Multicultural Center screens John Lewis Marches On

By Chris Murphree

At the Ayres Multicultural Center, students, professors and community members alike gathered into the common room on Aug. 29. The office of Multicultural Affairs and the School of Theology screened Moyer and Company’s John Lewis Marches On, as a celebration and remembrance of the 50th anniversary of the March on Washington.

At least two hundred thousand Americans attended the march on Washington to rally for the civil and economic rights of African Americans. Often overshadowed in popular history by Dr. Martin Luther King Jr.’s iconic I Have a Dream speech, nine other civil rights leaders spoke to the exuberant crowd.

Among those was a young John Lewis, who as the president of the Student Nonviolent Coordinating Committee delivered a radical and rousing speech that questioned why the federal government was so slow to protect and defend the rights of its African American citizens. The film provided unique footage of the march and focused on Moyer’s and Lewis’ memories of the period. At one point the duo journeyed to the Lincoln Memorial, where a group of young students gathered around Lewis as he recalled the events of that day. As the last living speaker from the march, Lewis represented the passing of history from one generation to another.

Recollections of the Civil Rights movement did not end with Lewis in Washington. At the film’s end, members of Sewanee and surrounding communities shared their accounts of the turbulent days leading up to the March on Washington.

Memories of the 1963 lawsuit, in which four African American families and four white families appealed to allow the integration of Sewanee Elementary School under the precedent of the 1954 Brown v. Board of Education Supreme Court decision, echoed through the room. One woman recalled her mother organizing meetings in her living room to arrange their own protest. The discussion then turned to continuing interaction of race relations today, as we struggle not only in the Sewanee community but America as a whole.

As we wade through uncharted territories within our nation, the stories of the American Civil Right Movement and the March on Washington continue to flow to a new generation. As we continue an ever growing pursuit of harmony, the narrative of John Lewis and the people who lead the civil rights movement continues to guide our minds.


Return every record below exactly; leave out the images.
MATERIAL FOR THIS TASK Start Marker
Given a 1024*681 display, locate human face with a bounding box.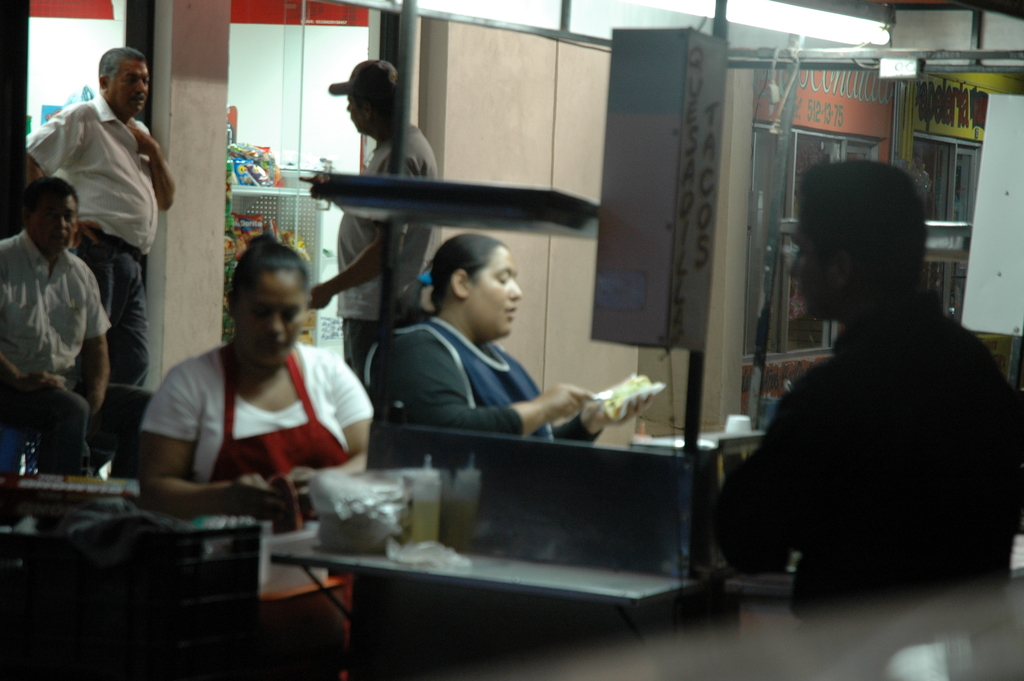
Located: x1=468, y1=244, x2=519, y2=336.
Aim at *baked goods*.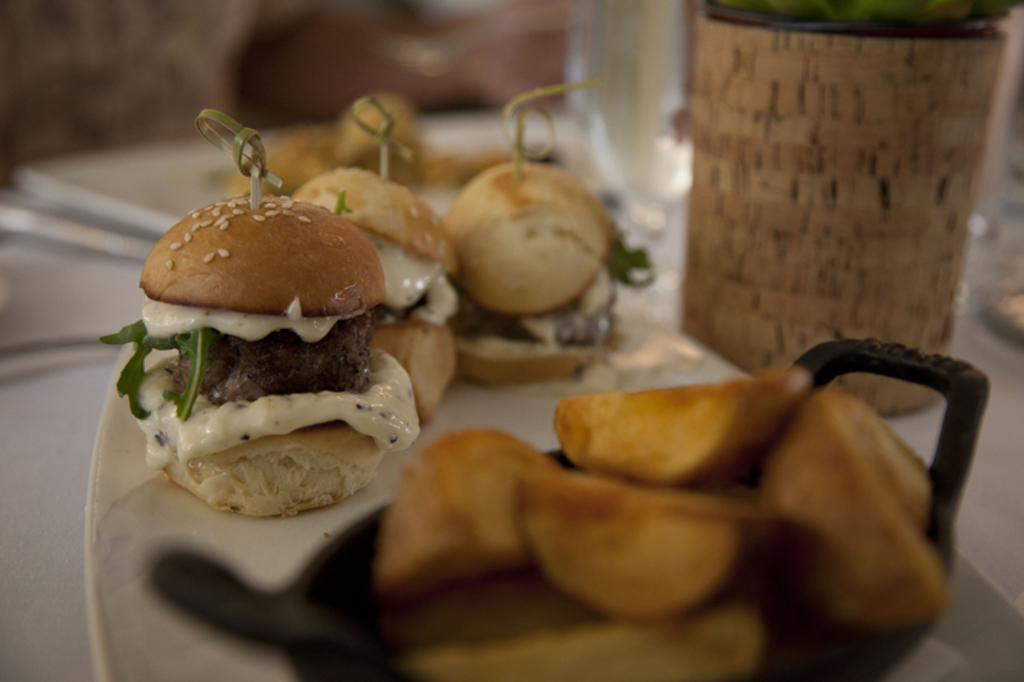
Aimed at Rect(287, 161, 458, 416).
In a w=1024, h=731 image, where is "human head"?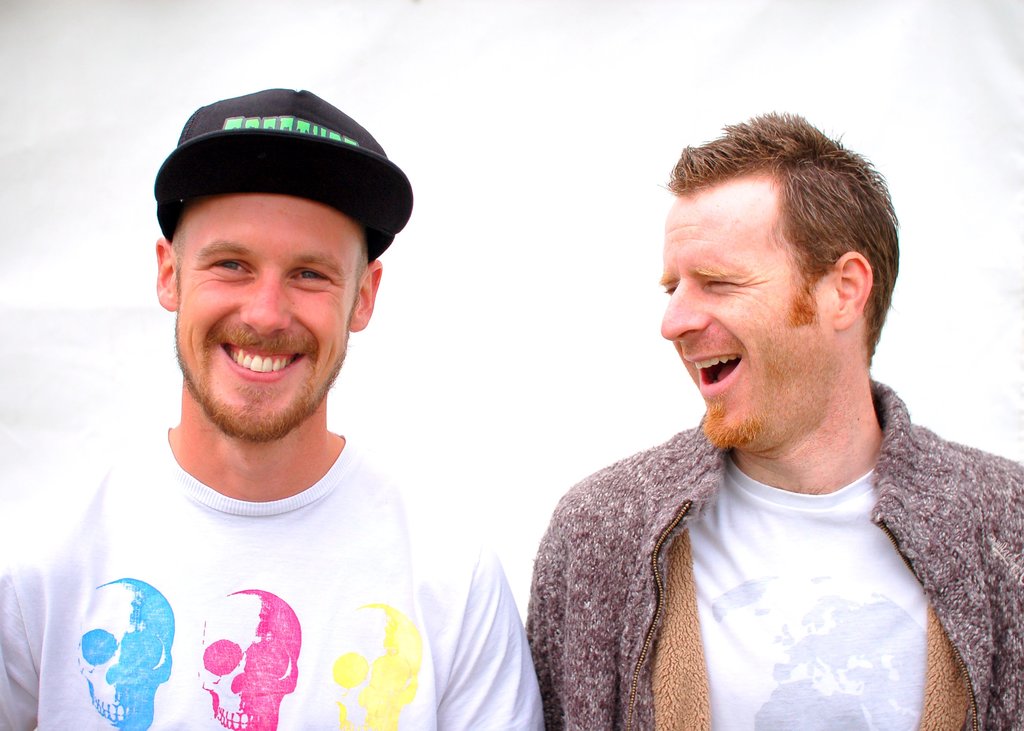
pyautogui.locateOnScreen(147, 84, 408, 445).
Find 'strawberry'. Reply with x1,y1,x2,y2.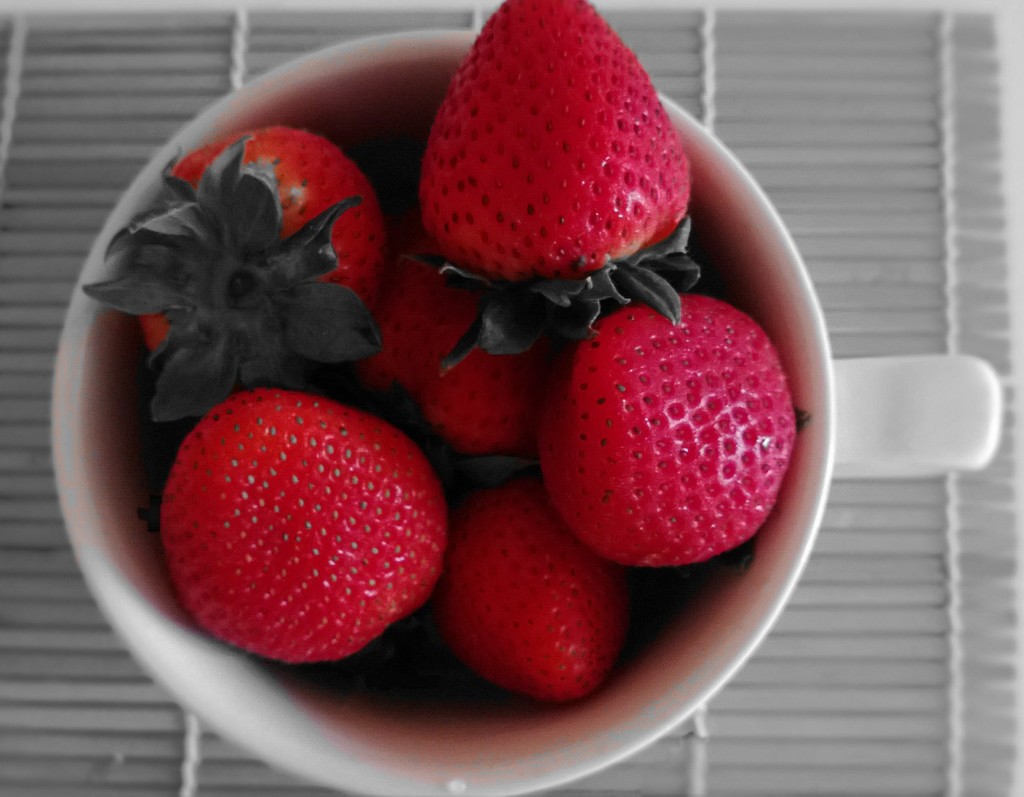
534,300,800,565.
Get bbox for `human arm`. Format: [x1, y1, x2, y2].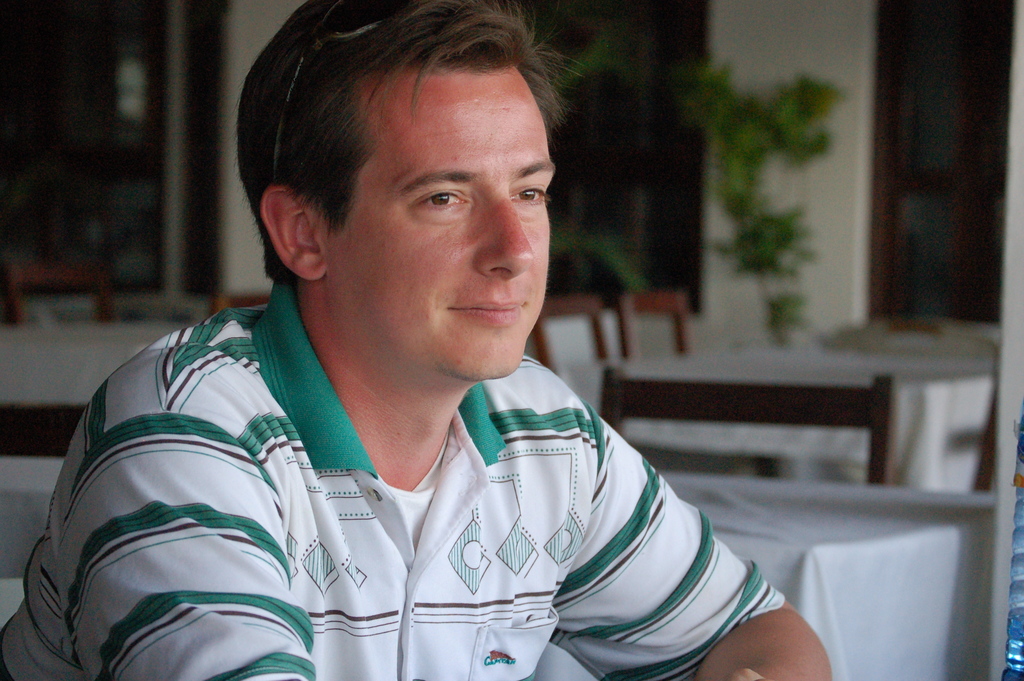
[480, 394, 815, 671].
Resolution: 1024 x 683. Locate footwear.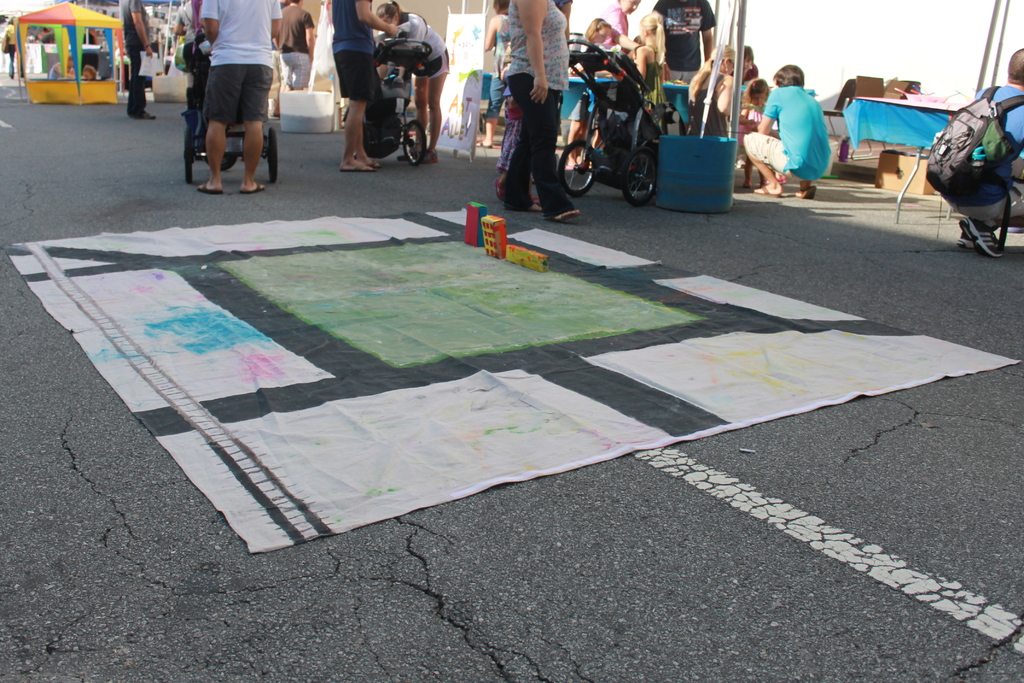
rect(419, 151, 438, 162).
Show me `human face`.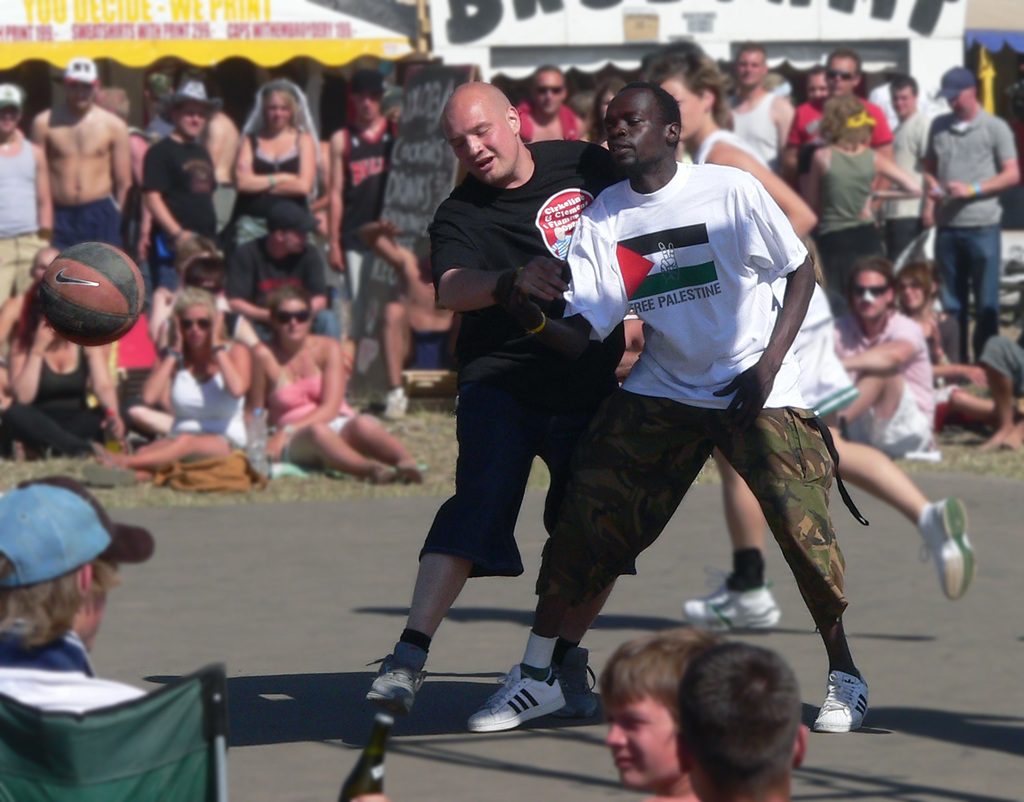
MATERIAL FOR THIS TASK End Marker
RESULT BELOW:
Given a 1024*681 display, locate human face with a bounding box.
Located: x1=468, y1=244, x2=519, y2=336.
Aim at *baked goods*.
Aimed at Rect(287, 161, 458, 416).
In a w=1024, h=731 image, where is "human head"?
pyautogui.locateOnScreen(147, 84, 408, 445).
Find 'strawberry'. Reply with x1,y1,x2,y2.
534,300,800,565.
Get bbox for `human arm`. Format: [x1, y1, x2, y2].
[480, 394, 815, 671].
Resolution: 1024 x 683. Locate footwear.
rect(419, 151, 438, 162).
Show me `human face`.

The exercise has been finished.